Alexander Key: "Old School Criticism: 11th-Century Arabic Analysis of Poetry"

Date
Tue January 29th 2013, 6:00 - 8:00pm
Location
Pigott Hall, Room
216

Speaker(s): Alexander Key

Alexander Key is the Assistant Professor of Arabic and Comparative Literature at Stanford University. His interests range across the intellectual history of the Arabic and Persian-speaking worlds from the seventh century, and Western political thought and philosophy. He is a founding editor of New Middle Eastern Studies, where he has edited articles on femininity in 1920s Lebanon, women Muslim leaders in Central Asia, Iran’s nuclear program, Salafi conceptions of citizenship, and art in the Arab Spring. He is currently editing an eleventh-century Arabic manual of poetics, polishing up a philological study of its author, and preparing to write a monograph on the Arabic philosophy of language.

Professor Key will talk about the theory and practice of literary criticism in the Arabic-speaking world of (and before) the eleventh century, and the importance this theory and history have for the nascent discipline of Comparative Literary Theory (he will be taking part in the “Worlding Literary Theory” seminar at the ACLA in Toronto). The text he will discuss is a recent, and excellent, translation of a section from the most influential monograph on literary theory ever produced in Arabic.

Lucy Alford (Comparative Literature) will be responding.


▶ _YOUR OBJECTIVE_
The records follow. Print, word for word, the first line through the "This screenshot has width=1465, height=707." line.

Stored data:
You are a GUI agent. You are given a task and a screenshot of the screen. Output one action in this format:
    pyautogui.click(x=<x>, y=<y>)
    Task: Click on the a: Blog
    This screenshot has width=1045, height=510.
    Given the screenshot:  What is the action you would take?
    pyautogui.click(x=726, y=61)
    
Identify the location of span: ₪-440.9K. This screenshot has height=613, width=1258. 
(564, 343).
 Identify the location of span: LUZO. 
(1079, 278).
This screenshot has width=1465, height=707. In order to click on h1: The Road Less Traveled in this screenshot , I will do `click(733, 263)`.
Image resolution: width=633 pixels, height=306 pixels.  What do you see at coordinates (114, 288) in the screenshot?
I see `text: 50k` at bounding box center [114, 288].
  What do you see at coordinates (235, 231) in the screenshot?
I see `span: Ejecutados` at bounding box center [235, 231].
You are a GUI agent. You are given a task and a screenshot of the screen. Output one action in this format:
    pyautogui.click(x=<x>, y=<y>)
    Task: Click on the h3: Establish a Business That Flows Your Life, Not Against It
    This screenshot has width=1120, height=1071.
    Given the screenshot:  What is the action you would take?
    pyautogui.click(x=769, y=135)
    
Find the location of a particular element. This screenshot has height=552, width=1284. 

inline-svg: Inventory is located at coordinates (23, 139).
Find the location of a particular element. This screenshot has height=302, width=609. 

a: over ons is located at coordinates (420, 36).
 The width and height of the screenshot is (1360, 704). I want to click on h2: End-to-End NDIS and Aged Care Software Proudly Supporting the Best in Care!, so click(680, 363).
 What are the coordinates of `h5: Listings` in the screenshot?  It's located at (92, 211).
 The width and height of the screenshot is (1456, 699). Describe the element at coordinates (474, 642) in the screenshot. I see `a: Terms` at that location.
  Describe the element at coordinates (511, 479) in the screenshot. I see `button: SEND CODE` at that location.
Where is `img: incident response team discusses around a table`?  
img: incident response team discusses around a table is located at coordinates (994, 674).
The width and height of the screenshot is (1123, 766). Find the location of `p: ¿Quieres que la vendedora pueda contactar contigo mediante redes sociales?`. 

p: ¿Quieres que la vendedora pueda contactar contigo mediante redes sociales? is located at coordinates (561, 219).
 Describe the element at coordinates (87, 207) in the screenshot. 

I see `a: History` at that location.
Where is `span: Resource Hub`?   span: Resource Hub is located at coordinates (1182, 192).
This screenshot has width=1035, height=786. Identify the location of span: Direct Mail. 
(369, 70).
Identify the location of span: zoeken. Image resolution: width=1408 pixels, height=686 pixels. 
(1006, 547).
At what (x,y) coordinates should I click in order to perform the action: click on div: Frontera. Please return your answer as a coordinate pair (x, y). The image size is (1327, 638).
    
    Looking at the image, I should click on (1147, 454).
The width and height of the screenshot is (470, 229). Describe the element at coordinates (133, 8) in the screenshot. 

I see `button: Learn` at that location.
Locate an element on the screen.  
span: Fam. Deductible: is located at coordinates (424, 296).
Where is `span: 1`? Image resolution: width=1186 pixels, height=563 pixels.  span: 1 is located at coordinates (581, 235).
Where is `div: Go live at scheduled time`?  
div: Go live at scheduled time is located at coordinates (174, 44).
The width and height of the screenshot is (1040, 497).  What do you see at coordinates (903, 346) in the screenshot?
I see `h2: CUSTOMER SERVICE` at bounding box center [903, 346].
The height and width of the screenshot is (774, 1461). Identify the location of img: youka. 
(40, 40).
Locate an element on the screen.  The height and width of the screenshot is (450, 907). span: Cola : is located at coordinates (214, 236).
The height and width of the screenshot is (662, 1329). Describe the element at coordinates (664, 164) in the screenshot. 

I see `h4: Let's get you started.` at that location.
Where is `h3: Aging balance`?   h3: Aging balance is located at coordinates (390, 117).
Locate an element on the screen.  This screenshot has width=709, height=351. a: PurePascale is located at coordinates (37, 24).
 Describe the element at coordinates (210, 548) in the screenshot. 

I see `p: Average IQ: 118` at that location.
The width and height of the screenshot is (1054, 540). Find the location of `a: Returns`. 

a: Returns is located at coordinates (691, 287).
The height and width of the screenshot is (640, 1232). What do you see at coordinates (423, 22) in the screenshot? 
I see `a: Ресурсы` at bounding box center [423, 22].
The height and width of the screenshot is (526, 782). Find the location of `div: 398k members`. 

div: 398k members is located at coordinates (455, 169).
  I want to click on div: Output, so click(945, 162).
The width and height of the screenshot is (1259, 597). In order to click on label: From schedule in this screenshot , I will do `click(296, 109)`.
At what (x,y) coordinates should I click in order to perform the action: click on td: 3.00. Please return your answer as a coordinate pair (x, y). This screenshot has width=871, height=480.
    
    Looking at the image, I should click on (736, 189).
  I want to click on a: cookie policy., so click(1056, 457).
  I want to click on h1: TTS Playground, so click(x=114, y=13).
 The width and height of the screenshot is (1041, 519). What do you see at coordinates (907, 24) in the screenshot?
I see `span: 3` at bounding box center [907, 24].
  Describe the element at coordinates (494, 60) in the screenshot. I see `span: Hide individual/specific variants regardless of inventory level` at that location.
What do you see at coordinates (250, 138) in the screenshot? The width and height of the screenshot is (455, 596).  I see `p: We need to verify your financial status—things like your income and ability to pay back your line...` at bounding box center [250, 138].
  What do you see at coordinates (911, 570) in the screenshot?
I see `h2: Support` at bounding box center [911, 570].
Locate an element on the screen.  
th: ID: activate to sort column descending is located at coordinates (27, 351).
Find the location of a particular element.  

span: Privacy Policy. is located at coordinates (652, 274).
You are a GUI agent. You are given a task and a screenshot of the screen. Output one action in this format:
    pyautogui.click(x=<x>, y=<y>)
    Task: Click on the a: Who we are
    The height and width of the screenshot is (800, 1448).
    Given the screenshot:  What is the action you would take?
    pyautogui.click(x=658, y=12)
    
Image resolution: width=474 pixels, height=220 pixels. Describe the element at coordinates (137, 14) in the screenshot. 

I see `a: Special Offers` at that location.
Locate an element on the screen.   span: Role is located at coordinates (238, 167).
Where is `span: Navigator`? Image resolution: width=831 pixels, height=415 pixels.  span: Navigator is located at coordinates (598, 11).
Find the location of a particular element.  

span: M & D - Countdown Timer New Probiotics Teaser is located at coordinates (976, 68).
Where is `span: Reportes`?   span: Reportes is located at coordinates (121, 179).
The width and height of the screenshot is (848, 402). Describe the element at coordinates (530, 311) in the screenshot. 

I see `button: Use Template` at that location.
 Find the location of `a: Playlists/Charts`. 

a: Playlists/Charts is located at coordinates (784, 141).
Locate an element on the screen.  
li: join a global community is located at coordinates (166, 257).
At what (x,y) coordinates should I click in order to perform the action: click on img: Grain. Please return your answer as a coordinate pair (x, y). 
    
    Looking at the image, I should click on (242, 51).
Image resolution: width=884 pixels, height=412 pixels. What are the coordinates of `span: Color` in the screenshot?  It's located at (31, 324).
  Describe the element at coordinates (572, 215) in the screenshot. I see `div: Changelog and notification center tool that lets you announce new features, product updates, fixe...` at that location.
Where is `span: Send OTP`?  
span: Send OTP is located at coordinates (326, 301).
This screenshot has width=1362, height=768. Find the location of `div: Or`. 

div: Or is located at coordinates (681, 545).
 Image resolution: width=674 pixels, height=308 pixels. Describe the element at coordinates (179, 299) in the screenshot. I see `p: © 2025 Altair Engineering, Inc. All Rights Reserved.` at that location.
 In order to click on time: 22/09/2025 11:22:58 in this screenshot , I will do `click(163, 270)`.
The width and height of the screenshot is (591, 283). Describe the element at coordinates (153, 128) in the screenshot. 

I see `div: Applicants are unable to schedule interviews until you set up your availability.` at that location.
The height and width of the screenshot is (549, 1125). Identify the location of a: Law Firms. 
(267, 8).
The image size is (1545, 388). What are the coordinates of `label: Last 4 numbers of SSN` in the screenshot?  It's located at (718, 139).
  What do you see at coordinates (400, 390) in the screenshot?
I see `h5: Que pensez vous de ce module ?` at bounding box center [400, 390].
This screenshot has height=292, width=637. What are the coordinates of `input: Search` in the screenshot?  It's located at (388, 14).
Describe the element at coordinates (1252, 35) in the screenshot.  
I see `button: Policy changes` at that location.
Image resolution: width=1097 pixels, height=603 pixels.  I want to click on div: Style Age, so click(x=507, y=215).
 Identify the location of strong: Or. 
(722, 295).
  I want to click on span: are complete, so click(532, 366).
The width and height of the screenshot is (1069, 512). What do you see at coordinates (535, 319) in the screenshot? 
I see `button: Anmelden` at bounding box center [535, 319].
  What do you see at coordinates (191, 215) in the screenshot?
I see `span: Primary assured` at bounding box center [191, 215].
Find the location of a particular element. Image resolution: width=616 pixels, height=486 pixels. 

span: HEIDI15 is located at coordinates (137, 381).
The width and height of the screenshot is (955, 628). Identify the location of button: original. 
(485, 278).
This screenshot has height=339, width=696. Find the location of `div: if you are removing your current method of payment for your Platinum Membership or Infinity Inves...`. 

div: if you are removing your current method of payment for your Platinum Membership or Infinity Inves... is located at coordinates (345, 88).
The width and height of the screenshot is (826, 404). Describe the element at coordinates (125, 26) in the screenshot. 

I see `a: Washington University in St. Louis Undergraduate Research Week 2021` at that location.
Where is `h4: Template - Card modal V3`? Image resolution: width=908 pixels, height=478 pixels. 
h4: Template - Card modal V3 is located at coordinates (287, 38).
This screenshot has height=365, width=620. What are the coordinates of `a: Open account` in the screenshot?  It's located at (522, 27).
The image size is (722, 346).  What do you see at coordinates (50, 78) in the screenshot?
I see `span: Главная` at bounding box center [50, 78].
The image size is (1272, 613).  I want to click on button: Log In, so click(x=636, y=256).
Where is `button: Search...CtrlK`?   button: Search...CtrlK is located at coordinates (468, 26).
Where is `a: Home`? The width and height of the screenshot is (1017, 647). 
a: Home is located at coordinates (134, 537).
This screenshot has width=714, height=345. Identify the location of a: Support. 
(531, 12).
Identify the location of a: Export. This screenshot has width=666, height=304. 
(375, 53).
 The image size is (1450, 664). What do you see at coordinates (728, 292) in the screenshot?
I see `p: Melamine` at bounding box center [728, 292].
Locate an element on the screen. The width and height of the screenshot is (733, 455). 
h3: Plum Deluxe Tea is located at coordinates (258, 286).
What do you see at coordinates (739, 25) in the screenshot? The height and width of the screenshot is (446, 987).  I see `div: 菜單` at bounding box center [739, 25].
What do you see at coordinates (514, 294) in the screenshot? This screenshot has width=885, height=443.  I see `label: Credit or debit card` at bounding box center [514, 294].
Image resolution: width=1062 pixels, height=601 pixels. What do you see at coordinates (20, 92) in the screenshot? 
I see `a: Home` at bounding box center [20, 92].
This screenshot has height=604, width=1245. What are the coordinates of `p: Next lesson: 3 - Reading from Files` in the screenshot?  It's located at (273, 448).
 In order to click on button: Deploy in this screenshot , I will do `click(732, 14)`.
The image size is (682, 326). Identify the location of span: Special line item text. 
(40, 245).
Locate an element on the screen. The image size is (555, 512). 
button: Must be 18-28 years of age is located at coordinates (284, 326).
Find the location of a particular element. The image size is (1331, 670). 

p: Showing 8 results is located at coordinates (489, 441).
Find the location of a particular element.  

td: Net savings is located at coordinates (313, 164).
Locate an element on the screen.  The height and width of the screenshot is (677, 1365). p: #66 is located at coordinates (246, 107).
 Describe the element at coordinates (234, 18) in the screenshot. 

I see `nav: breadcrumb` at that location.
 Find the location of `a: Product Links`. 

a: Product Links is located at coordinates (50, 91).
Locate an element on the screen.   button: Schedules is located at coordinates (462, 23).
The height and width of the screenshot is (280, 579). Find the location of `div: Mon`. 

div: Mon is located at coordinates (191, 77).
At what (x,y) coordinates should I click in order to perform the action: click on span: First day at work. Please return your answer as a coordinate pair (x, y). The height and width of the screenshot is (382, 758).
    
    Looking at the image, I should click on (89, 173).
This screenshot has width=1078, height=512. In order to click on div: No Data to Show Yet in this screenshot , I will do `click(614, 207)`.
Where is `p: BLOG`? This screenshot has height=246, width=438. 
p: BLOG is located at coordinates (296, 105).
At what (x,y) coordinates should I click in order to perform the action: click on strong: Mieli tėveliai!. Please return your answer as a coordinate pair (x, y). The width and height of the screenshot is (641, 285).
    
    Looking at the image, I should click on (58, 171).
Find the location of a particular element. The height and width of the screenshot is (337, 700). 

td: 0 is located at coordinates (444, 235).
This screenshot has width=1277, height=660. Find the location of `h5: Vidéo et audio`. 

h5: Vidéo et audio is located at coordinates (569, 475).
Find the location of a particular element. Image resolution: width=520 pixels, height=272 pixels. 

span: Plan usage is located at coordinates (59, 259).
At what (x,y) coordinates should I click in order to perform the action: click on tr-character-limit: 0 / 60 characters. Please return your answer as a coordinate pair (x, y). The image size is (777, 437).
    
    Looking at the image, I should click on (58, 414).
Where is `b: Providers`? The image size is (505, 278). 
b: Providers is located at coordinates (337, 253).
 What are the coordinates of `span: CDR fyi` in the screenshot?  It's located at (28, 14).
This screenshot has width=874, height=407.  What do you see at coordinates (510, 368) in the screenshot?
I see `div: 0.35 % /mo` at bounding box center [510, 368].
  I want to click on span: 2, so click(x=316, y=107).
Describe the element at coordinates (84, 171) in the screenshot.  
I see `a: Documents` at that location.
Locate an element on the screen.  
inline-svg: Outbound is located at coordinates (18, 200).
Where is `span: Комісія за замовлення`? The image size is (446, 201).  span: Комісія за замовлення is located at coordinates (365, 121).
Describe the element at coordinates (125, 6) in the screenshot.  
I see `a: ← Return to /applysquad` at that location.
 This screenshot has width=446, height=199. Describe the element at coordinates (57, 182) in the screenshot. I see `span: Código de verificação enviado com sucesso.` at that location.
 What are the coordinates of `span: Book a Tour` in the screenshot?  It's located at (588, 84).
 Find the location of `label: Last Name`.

▶ _TASK RESPONSE_
You are a GUI agent. You are given a task and a screenshot of the screen. Output one action in this format:
    pyautogui.click(x=<x>, y=<y>)
    Task: Click on the a: Blog
    This screenshot has width=1045, height=510.
    Given the screenshot:  What is the action you would take?
    pyautogui.click(x=726, y=61)
    
Identify the location of span: ₪-440.9K. This screenshot has height=613, width=1258. 
(564, 343).
 Identify the location of span: LUZO. 
(1079, 278).
This screenshot has width=1465, height=707. In order to click on h1: The Road Less Traveled in this screenshot , I will do `click(733, 263)`.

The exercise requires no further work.